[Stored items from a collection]

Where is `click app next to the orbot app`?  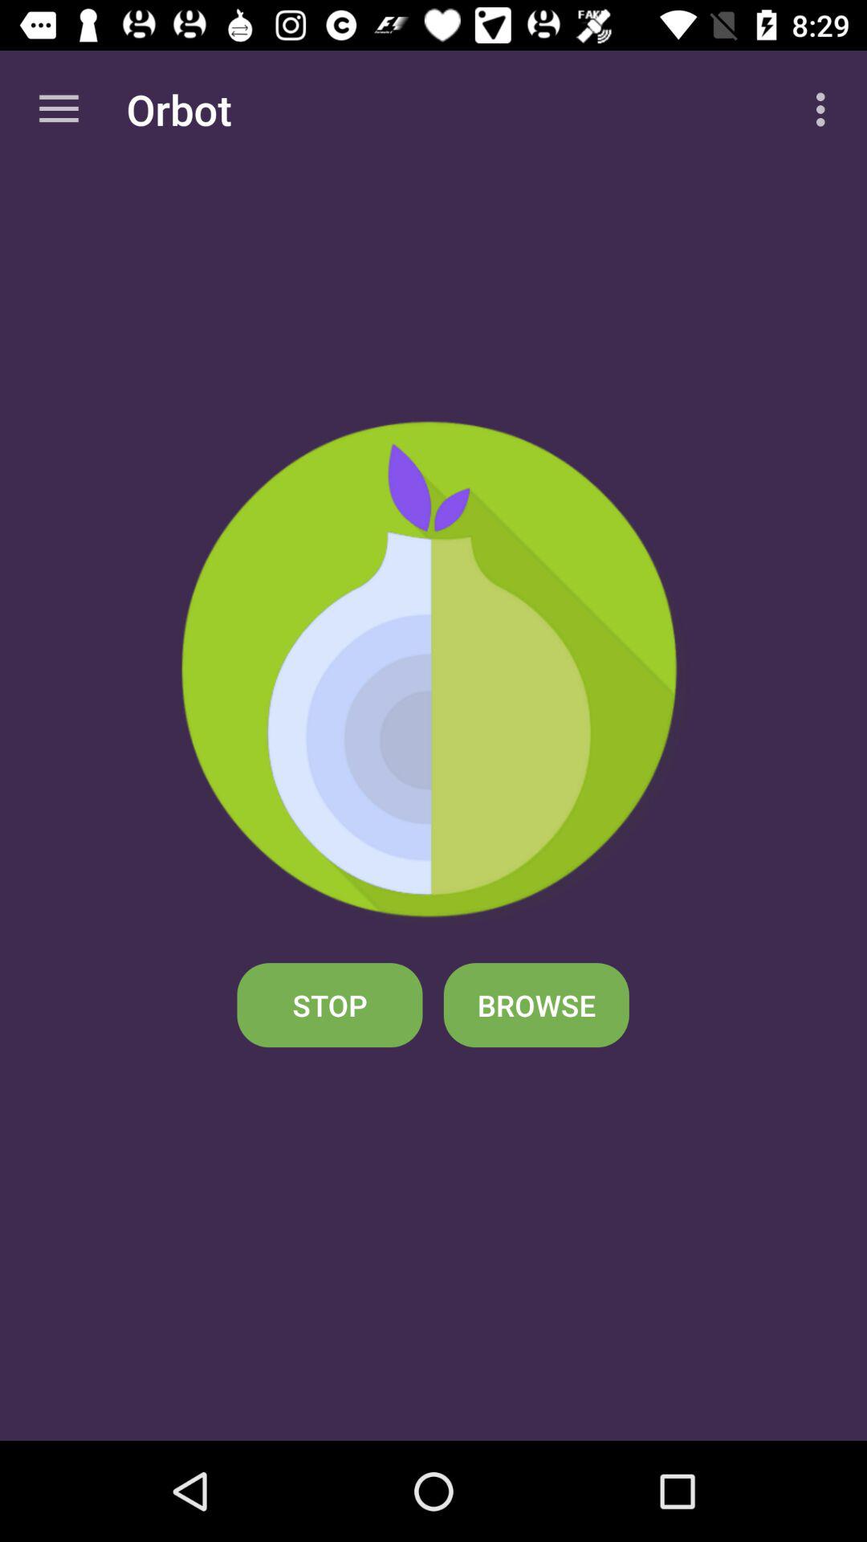
click app next to the orbot app is located at coordinates (825, 109).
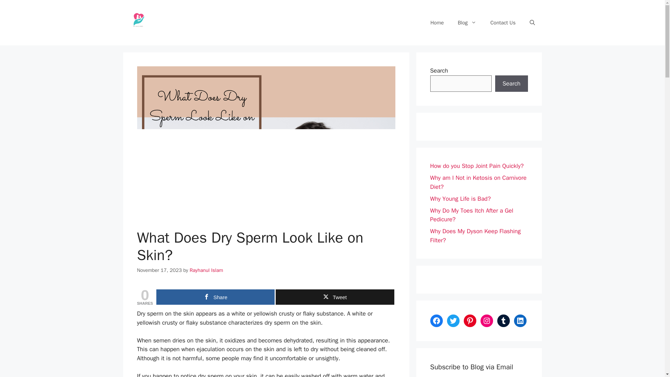 The image size is (670, 377). I want to click on Home, so click(437, 22).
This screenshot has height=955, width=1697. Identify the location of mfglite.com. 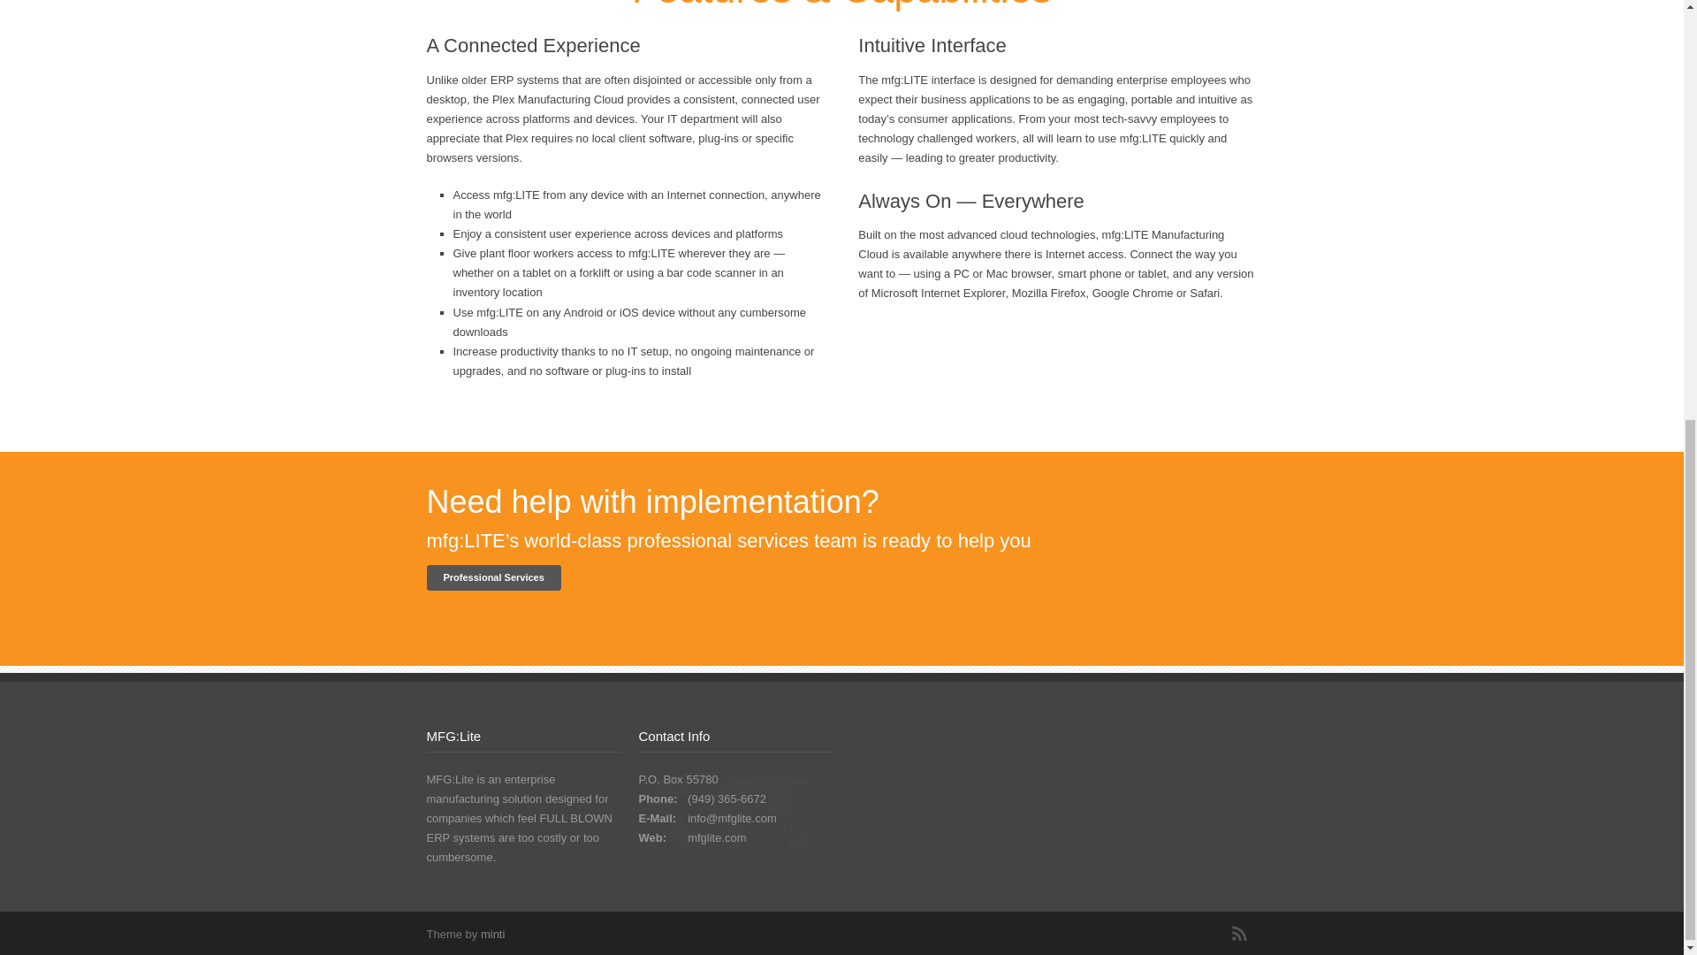
(716, 836).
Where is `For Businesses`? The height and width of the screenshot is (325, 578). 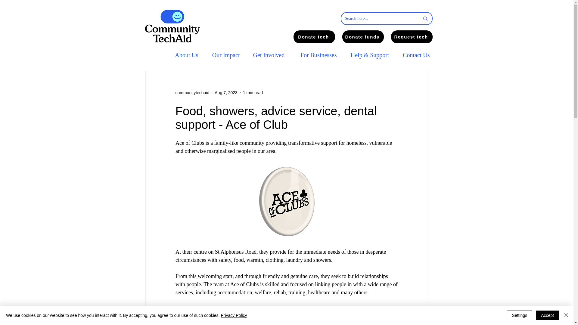
For Businesses is located at coordinates (315, 55).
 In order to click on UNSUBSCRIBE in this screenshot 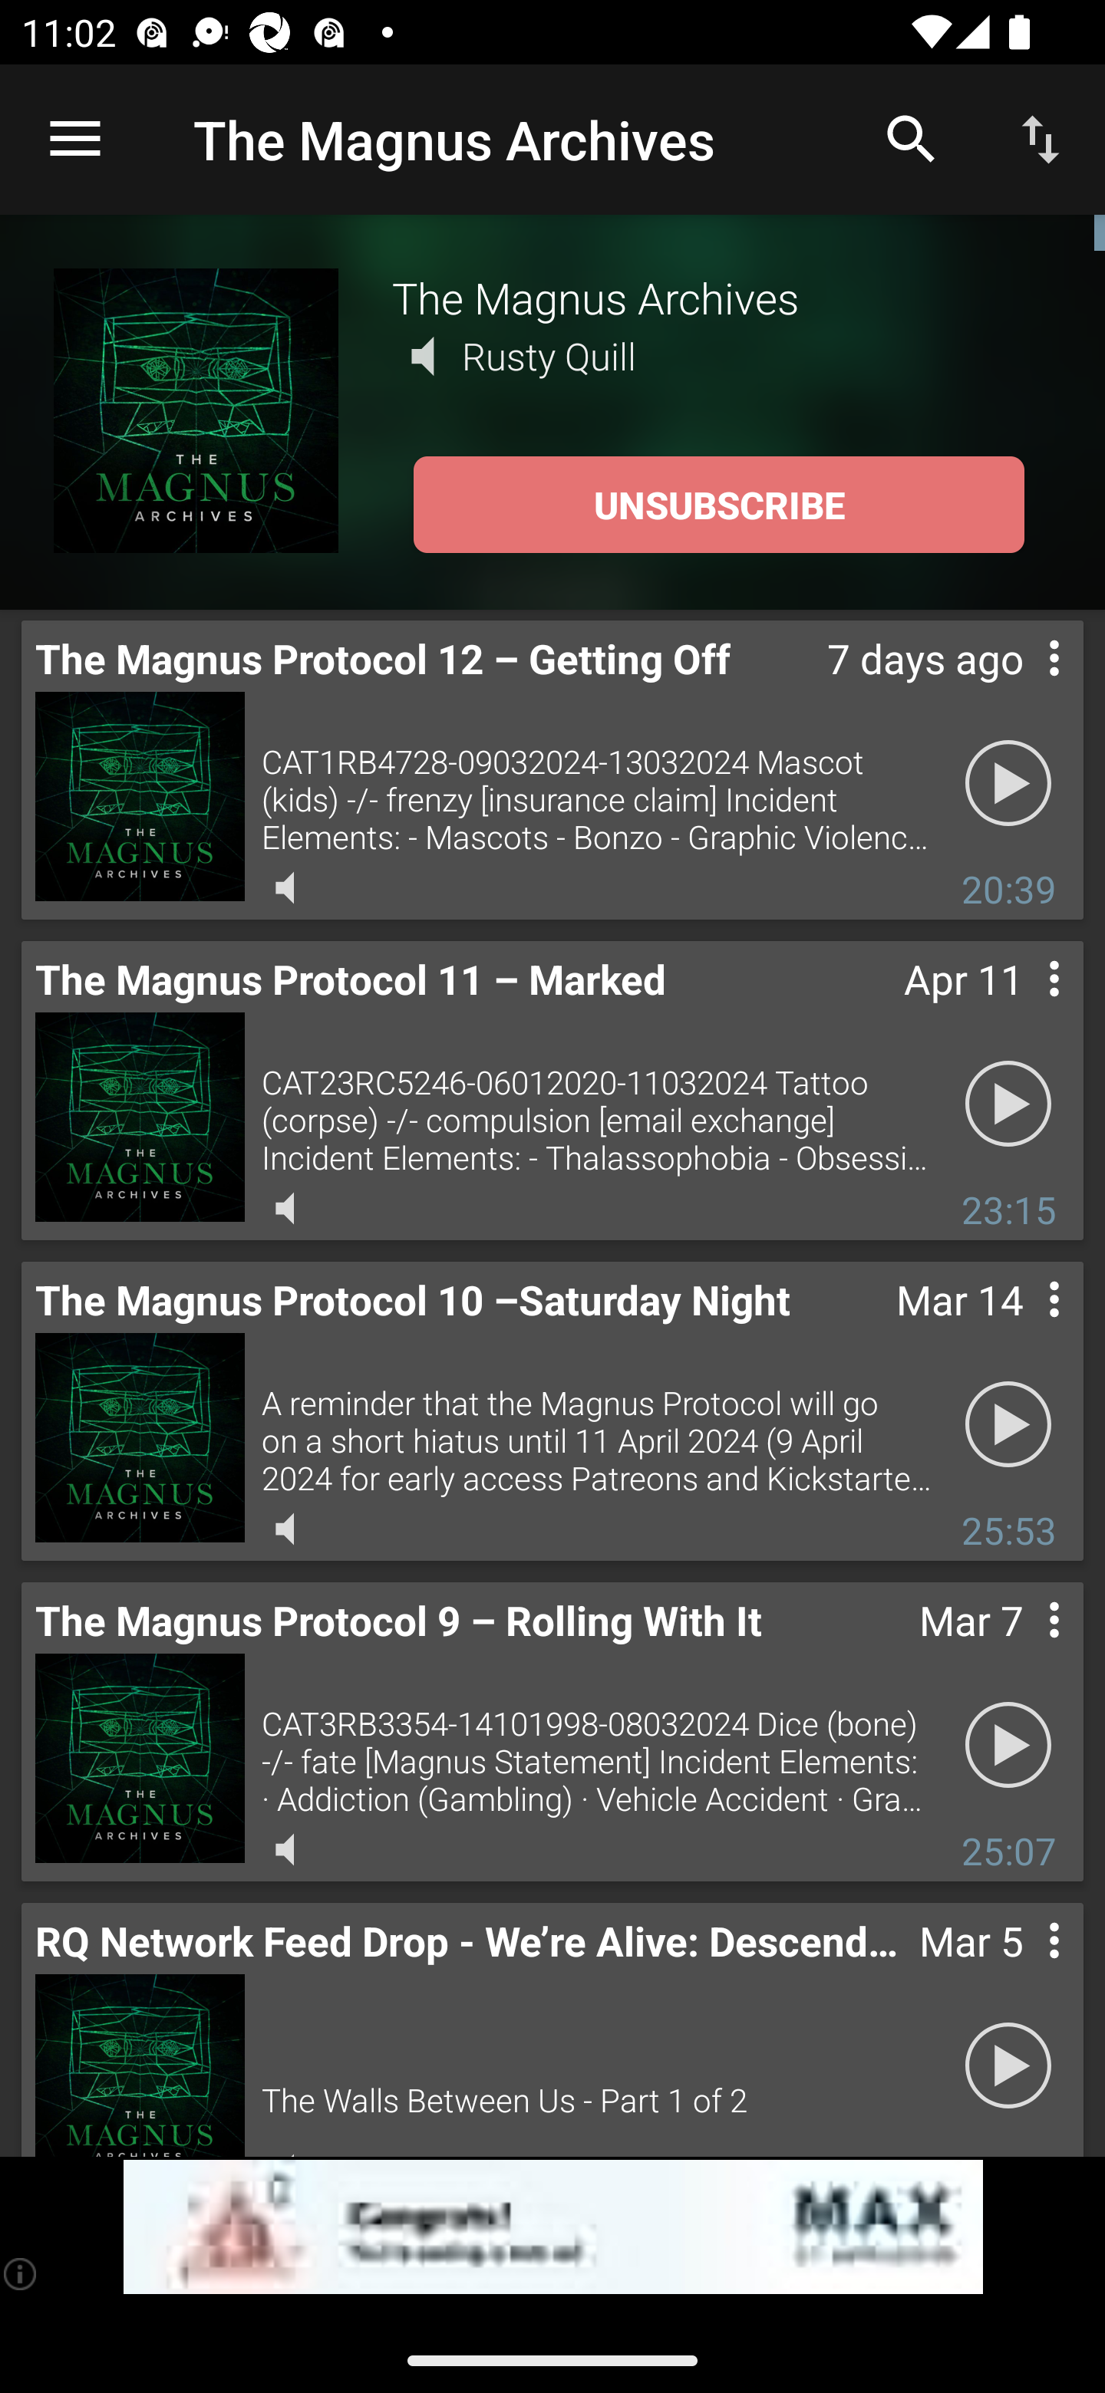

▶ REQUIREMENT: Your answer must be an exact copy of the data above, minus its pictures.

▶ RESPONSE TO THE TASK:
Where is `click app next to the orbot app`?  
click app next to the orbot app is located at coordinates (825, 109).
 The image size is (670, 377). I want to click on Home, so click(437, 22).
This screenshot has height=955, width=1697. Identify the location of mfglite.com. 
(716, 836).
Where is `For Businesses`? The height and width of the screenshot is (325, 578). 
For Businesses is located at coordinates (315, 55).
 In order to click on UNSUBSCRIBE in this screenshot 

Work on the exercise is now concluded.